Texas Tech University

Gerald Dolter

Professor of Voice

Email: gerald.dolter@ttu.edu

Phone: (806) 834-7191

Office: School of Music, Room 121

Gerald Dolter

Gerald Dolter (with degrees from Indiana University) joined the voice faculty at the Texas Tech School of Music in the fall of 1995.  He became the Director of TTU Opera Theatre in 1998.  He has sought to program a wide variety of works to benefit students and the public interest. Johann Strauss's operetta Die Fledermaus, Mozart's Don Giovanni, Nicolai's TheMerry Wives of Windsor, a world premiere music drama, Bellini's War, by Steven Paxton, and Verdi's La Traviata are a sampling.  He has also built a reputation for staging works in unusual locations.  His production of Stephen Sondheim's Into The Woods, staged in a local Lubbock hotel atrium, represented a drastic departure for normal theatrical venues, in which he made use of the natural trees, brooks, pools, and shrubs to enhance the required stage settings. In 2013, he directed a new production of Mozart's Cosi Fan Tutte for Texas Tech Opera Theatre, which toured to the National Theatre of Honduras.

Gerald Dolter began his professional singing career in the opera houses and concert halls of the United States and Europe.  Opern Welt magazine has described his performances as “radiant,” by the Frankfurter Rundschauas “powerful baritonal presence,” and by England's Opera magazine as “electrifying.”  His operatic credits include appearances with the Pittsburgh, New Jersey State, Tulsa, St. Louis, Cincinnati, and Arizona opera companies, as well as the opera companies of Frankfurt, Mannheim, Hamburg, Karlsruhe, Düsseldorf, Gelsenkirchen, Krefeld, and Montpellier.  From 1985 to 1991, Dolter was the leading baritone with Germany's Bremen Opera. His repertoire there included such diverse characterizations as Germont in La Traviata, Escamillo in Carmen, and Nick Shadow in The Rake's Progress. His operatic repertoire includes more than 87 characterizations and 40 leading roles in musical theatre. He was a National Winner in the Metropolitan Opera Auditions in 1984, and is now a frequent adjudicator for that competition at both the district and regional levels.

Dolter created a musical theatre production company, Lubbock Moonlight Musicals, in 2006. The company has produced many grand-scale musicals in the outdoor setting of Lubbock's Moonlight Musicals Amphitheatre. Texas Tech students have benefited significantly from participation in its activities.  In addition to valuable professional stage experience, these students receive hands-on experience as administrators, stage performers, musicians, and stage technicians.  As a result of the company's success, a new professional endeavor called Moonlight Broadway has spun off from summer operations, allowing TTU participants professional resume credits. To date, Lubbock Moonlight Musicals has paid more than $1,000,000 in stipends to Texas Tech and other university students.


▶ Try it: Answer with only the number of lines below where "right" appears.

--- Data section ---

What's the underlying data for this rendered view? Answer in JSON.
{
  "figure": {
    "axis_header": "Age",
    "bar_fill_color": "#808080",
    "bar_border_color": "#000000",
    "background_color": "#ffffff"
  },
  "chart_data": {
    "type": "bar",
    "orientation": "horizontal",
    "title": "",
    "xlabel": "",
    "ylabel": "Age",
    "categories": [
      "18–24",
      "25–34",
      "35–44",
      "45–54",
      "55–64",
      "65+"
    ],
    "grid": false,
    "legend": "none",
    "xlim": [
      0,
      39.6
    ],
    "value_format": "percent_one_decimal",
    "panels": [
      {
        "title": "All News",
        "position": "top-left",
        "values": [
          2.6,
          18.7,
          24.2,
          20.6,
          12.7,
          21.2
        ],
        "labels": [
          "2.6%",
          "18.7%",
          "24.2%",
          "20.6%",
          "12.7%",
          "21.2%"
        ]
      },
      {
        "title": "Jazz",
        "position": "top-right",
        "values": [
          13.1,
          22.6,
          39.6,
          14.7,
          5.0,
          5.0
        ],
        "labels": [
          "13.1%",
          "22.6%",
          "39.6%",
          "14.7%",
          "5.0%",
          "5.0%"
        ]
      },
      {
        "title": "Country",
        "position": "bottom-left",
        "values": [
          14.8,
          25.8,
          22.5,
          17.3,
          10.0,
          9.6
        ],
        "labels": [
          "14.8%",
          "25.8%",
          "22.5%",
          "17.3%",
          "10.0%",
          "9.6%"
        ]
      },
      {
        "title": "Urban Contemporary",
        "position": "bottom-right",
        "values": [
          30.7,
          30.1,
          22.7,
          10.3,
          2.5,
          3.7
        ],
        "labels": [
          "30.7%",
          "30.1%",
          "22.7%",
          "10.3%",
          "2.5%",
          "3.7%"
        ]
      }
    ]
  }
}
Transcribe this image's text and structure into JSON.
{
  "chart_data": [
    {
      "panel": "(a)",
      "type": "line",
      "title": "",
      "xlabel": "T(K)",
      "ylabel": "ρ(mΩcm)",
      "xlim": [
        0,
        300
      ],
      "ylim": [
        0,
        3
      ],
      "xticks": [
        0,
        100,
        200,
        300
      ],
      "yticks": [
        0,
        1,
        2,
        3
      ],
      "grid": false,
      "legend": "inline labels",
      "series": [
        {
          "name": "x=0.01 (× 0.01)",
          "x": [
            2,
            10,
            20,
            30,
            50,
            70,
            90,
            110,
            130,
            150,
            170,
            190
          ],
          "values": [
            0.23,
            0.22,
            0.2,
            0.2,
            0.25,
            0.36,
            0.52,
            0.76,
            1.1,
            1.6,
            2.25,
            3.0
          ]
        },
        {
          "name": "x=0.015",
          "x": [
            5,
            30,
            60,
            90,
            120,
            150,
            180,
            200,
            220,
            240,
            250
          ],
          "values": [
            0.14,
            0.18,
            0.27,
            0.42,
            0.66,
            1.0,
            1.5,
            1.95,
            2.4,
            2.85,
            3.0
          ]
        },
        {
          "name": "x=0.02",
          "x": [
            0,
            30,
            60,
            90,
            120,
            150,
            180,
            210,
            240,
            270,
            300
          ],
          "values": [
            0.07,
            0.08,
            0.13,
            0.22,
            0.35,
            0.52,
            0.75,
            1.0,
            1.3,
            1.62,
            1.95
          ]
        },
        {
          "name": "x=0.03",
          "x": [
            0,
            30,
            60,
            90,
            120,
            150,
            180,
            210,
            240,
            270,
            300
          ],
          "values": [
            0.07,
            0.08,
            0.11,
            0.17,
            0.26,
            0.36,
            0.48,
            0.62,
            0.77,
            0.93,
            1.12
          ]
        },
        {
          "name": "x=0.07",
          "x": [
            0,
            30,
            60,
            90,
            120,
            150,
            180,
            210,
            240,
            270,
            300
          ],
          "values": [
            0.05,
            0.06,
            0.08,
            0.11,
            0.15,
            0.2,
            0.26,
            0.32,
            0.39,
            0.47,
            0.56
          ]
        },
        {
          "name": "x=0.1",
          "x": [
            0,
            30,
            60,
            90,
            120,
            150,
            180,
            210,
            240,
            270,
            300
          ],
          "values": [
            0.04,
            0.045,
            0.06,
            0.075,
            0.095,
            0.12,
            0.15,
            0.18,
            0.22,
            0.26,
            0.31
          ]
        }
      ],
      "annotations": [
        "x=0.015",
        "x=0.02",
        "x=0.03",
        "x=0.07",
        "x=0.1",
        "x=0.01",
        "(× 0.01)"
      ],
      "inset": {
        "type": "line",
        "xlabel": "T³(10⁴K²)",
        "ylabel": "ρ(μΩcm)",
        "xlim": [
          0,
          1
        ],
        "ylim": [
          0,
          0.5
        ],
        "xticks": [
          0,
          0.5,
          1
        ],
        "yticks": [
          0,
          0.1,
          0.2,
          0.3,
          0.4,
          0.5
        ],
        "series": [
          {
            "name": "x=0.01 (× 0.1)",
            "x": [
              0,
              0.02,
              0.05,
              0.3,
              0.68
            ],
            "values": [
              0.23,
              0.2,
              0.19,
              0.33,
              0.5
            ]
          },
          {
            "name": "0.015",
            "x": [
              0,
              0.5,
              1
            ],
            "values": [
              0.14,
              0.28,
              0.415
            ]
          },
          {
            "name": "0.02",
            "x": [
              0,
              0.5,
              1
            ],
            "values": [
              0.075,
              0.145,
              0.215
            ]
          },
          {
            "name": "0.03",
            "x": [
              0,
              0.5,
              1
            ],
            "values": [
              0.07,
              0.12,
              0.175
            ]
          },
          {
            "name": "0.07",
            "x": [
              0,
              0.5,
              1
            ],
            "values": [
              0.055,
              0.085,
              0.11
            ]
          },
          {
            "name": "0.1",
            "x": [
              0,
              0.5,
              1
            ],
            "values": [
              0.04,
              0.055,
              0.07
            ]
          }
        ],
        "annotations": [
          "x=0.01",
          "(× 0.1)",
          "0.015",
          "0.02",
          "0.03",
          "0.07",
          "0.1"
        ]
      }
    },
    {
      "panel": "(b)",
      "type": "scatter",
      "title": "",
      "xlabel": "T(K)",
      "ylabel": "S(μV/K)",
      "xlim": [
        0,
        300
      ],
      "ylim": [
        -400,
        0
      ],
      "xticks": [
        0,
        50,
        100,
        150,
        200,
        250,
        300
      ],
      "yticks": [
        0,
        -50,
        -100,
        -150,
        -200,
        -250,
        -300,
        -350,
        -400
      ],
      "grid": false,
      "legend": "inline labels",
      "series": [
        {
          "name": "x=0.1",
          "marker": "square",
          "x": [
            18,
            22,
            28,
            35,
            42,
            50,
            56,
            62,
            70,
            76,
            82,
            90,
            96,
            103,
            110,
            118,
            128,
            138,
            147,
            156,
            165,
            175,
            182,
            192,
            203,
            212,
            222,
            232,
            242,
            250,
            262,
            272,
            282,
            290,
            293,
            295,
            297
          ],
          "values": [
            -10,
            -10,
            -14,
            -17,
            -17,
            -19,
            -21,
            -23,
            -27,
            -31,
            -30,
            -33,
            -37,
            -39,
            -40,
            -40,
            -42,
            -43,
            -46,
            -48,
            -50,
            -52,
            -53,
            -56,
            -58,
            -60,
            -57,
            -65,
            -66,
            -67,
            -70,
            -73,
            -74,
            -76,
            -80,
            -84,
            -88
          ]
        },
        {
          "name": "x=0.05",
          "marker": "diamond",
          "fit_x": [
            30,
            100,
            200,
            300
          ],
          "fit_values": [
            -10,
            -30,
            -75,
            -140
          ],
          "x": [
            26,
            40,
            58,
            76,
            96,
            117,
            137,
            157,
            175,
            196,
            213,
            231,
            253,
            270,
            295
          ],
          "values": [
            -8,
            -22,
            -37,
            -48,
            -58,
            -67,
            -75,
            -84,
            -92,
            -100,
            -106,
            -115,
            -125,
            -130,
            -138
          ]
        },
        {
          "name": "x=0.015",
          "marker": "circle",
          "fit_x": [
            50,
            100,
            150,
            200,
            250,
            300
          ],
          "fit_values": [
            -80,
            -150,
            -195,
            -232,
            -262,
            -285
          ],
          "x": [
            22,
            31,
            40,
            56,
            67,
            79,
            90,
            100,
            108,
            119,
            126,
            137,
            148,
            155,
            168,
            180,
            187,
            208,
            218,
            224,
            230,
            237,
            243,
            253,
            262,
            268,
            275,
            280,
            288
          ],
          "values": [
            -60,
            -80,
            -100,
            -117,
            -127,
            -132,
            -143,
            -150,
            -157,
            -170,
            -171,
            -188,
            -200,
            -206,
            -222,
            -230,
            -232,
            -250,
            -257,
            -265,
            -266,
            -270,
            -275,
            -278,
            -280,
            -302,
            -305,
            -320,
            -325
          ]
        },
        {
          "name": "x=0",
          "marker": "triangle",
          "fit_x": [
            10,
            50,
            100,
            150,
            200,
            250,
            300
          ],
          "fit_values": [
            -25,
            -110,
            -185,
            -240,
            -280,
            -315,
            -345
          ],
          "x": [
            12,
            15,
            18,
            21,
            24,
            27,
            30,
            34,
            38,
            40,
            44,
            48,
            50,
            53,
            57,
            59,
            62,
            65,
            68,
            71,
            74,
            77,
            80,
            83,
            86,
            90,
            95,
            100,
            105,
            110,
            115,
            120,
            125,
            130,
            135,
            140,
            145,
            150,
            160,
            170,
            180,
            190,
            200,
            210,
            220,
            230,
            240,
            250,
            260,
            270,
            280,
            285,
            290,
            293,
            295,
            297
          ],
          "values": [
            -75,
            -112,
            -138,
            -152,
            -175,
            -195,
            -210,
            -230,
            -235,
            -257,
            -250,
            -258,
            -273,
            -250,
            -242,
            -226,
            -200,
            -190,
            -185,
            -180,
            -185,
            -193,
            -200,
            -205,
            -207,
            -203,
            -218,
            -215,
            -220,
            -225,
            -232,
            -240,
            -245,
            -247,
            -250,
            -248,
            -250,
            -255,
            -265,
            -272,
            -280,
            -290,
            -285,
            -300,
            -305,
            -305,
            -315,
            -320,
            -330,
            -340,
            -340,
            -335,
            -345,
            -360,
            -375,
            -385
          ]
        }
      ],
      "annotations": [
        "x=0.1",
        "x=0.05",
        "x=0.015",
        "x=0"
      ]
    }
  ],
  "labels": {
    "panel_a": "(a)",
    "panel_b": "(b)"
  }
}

---

▶ Solution to the exercise: 2